The committee’s report concludes that not only has the government’s liability for clinical negligence quadrupled over the past two decades, the Department of Health and Social Care is unable to show any meaningful action taken to address this

A report from the Public Accounts Committee (PAC) has found that not only has the government’s liability for clinical negligence quadrupled over the past two decades to £60 billion last year, the Department of Health and Social Care (DHSC) is unable to show any meaningful action taken to address this, and the NHS has not done enough to tackle the underlying causes of patient harm.

The report paints a picture of a system overwhelmed by safety recommendations that it cannot action, with evidence that, despite the NHS in England keeping a plethora of data on patient harm, its fragmented nature does not amount to good information which could identify and address clinical negligence’s underlying causes.

This builds on the broader report published by the committee at the end of November that found that, despite spending £3.24 billion on transforming diagnostic and surgical services, NHS England has missed its recovery targets. It also confirms the repeated failings of maternity services highlighted by Healthcare Today.

The PAC has highlighted the problem of disproportionate legal costs in clinical negligence claims again. Claimant legal fees more than tripled to £538 million last year, while claims with damages of £25,000 or less cost far more in fees than victims receive, with a cost-to-damages ratio of 3.7 to 1. The government’s previous plans to limit the amount paid to lawyers in lower-value cases were not implemented as planned two years ago, it says, and the DHSC should develop an alternative mechanism to speed up decisions and reduce costs for these cases.

Costs will rise

Recent increases in settlement costs (tripling to £3.6 billion last year) are likely to rise significantly to more than £4 billion a year by the end of the decade.

Despite warnings from the PAC dating back to 2002, it says that the DHSC has not committed to acting to make improvements to the fundamental issues of clinical negligence until the completion of a review announced last year, for which it did not have an expected date.

The report calls in particular for the DHSC to learn lessons from its failure to improve maternity care in England, and set out how it plans to reduce the incidence of harm and the costs of claims in this area.

The report shows settled claims involving infants and children increasing significantly, reaching £325 million in claims for paediatric failings last year. The inquiry heard that 120-130 brain injury cases involving children are settled every year, but it can take an average of 11-12 years to resolve each claim, at a high cost both for the victim’s experience and financially.

Evidence to the PAC’s inquiry from the Royal College of Obstetricians and Gynaecologists suggested that the maternity workforce is struggling under the pressure of delivering increasingly complex care.

Patient safety

As the College pointed out earlier this year, if every woman currently on a gynaecological waiting list stood shoulder to shoulder, the queue would stretch over 191 miles.

Finally, the report notes that claims being settled on the basis of how much a victim’s care would cost in the private sector, rather than in the NHS, stem from a law from 1948. The inquiry heard that this is a major contributory factor to the increasing cost of very high-value cases of more than £1 million.

“Clinical negligence is the second-largest financial liability across government, but represents to our committee a different matter entirely from other large items like nuclear decommissioning or pensions. This is a swelling accounting of profound suffering,” said Geoffrey Clifton-Brown, chair of the Public Accounts Committee.

“The rising costs of such claims are diverting resources away from frontline care, badly in need of them. That is why it feels impossible to accept that, despite two decades’ worth of warnings, we still appear to be worlds away from government or NHS engaging with the underlying causes of this issue,” he added.

Six recommendations

Many suggestions have been made about how to cut negligence costs, but the PAC has made six specific recommendations.

It has asked the DHSC both to explain its operational plan to tackle clinical negligence, including key milestones for achieving reductions in claim costs and volumes, and to publish David Lock’s review of clinical negligence within six months of it being completed.

It has also recommended that a national framework for improving patient safety with clear targets for annual improvement be set up. “We are concerned there is far too little data on the factors behind clinical negligence, given its huge impact on people’s lives and NHS finances,” the report says.

The DHSC should establish a national system for sharing data between trusts and analysing trends. “If there are barriers to sharing protected data, it should develop analysis on an anonymised basis to pull out lessons and provide early warning alerts to trusts,” it suggests.

It is echoing the emphasis on a failure of maternity care and has recommended that the DHSC publish the review by Valerie Amos, Baroness Amos, into maternity services within two months, alongside its response and set out how it plans to reduce the incidence of harm and the costs of claims in maternity care.

Next, an alternative dispute mechanism should be set up to speed up decisions and reduce costs for less complex cases. As part of this, it recommends that the DHSC look at international examples, such as in New Zealand and Sweden, of non-adversarial and ombudsman models and assess how our ombudsman system could be improved.

Finally, the DHSC should develop, within six months, proper estimates of the impact of assuming health and social care for clinical negligence victims by the private sector. It should set out, by the same deadline, additional measures which it judges would effectively guard against the risk of paying twice for the care of those it has harmed and an indicative timeline for their potential implementation.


Those lines of the data that hold the word "plexus" are to be copied out.

* [Records excerpted from a collection]
........
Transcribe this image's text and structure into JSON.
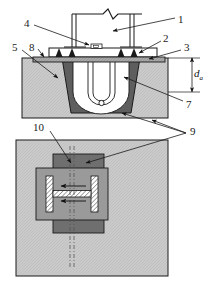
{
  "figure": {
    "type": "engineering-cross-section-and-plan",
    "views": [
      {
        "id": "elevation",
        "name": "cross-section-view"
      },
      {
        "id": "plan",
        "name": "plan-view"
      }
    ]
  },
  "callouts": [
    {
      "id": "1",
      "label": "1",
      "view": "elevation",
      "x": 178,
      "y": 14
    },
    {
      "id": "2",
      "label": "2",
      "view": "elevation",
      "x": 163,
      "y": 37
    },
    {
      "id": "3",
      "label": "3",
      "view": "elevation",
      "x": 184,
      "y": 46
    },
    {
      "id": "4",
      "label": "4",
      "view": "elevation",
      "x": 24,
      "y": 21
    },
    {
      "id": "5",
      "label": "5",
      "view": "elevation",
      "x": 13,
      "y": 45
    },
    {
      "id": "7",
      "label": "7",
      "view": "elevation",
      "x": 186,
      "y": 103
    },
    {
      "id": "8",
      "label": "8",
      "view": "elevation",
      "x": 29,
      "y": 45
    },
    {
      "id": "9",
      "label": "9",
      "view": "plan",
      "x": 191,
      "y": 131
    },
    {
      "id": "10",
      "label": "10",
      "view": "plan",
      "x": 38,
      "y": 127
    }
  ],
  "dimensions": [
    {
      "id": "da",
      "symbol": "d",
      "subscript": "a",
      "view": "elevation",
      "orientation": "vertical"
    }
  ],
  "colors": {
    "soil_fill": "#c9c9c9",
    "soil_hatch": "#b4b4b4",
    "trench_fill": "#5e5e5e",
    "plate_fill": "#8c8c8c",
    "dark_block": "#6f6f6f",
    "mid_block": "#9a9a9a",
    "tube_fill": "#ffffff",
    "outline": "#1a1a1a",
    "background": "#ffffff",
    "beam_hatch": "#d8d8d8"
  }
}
........
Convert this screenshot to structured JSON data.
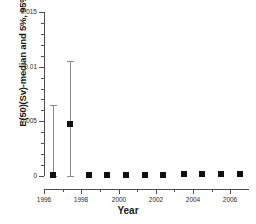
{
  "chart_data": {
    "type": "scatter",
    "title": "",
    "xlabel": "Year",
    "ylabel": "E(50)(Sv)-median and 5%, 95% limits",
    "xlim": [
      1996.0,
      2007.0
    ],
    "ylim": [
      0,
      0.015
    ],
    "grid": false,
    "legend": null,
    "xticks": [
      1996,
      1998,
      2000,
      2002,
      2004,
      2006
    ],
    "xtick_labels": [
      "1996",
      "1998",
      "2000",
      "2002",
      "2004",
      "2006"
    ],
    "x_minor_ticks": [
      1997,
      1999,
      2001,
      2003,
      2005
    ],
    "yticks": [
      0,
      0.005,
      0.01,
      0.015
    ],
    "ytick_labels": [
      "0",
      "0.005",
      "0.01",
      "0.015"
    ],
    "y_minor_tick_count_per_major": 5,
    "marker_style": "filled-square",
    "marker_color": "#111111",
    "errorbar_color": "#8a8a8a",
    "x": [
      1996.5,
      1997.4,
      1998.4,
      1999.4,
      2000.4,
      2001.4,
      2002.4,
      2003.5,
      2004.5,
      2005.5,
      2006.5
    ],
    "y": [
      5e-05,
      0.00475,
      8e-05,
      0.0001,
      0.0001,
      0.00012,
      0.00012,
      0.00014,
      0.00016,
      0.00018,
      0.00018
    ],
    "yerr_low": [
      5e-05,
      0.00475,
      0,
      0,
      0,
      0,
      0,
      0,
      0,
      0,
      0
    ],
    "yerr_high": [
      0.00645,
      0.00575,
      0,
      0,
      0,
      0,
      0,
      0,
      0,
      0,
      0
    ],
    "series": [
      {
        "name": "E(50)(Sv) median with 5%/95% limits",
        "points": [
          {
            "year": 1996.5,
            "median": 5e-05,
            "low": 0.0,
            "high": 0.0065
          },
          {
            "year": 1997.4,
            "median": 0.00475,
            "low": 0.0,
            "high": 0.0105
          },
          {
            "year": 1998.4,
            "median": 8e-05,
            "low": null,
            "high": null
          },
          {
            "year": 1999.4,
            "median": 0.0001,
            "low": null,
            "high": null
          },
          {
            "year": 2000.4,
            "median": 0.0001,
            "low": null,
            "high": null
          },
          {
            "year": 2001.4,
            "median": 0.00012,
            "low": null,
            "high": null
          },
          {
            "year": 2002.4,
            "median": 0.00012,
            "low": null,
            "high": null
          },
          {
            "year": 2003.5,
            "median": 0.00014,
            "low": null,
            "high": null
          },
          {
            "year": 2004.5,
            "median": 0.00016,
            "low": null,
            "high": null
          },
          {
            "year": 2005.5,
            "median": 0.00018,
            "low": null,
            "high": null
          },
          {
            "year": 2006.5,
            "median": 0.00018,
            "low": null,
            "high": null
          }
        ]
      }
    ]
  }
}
........
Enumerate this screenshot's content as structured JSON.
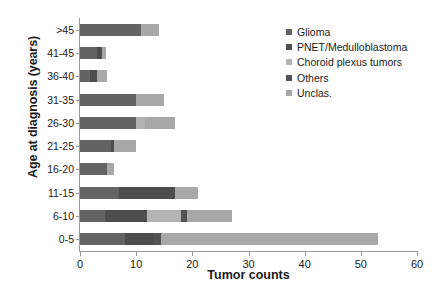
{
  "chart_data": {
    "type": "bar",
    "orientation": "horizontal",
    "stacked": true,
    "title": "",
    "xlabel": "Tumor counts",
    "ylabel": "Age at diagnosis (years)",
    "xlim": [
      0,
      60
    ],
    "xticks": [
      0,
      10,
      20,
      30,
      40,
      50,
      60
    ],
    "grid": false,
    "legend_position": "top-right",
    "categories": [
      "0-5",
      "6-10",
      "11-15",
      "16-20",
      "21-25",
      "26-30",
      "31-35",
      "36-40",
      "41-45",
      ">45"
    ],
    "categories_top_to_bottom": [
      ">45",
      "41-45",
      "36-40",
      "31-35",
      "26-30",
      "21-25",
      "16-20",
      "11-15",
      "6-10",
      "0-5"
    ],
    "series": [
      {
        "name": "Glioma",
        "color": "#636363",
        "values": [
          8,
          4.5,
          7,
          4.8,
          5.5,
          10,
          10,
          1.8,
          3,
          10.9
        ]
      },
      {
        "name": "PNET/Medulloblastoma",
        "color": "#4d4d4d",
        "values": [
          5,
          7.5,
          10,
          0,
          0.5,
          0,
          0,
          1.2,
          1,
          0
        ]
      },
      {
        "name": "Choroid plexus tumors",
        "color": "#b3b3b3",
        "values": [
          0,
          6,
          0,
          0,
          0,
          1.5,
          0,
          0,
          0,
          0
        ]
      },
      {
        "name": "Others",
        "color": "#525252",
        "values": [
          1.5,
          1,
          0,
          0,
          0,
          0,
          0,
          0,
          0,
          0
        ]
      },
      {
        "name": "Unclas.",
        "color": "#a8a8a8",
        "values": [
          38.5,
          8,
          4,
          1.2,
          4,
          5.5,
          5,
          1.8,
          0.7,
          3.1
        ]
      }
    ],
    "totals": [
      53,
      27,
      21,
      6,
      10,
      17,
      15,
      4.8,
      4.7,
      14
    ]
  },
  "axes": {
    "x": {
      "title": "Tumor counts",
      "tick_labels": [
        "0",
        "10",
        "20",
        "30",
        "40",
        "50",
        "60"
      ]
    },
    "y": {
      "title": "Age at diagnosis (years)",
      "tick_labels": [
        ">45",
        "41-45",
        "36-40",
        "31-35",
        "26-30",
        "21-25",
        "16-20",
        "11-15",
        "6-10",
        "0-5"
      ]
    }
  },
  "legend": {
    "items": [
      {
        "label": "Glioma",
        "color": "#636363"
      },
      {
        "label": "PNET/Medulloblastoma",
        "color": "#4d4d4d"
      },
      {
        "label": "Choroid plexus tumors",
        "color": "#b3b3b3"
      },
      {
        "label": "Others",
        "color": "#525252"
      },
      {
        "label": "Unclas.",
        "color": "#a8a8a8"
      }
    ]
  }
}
........
* [Worked solution]
        "name": "Choroid plexus tumors",
        "label": "Choroid plexus tumors",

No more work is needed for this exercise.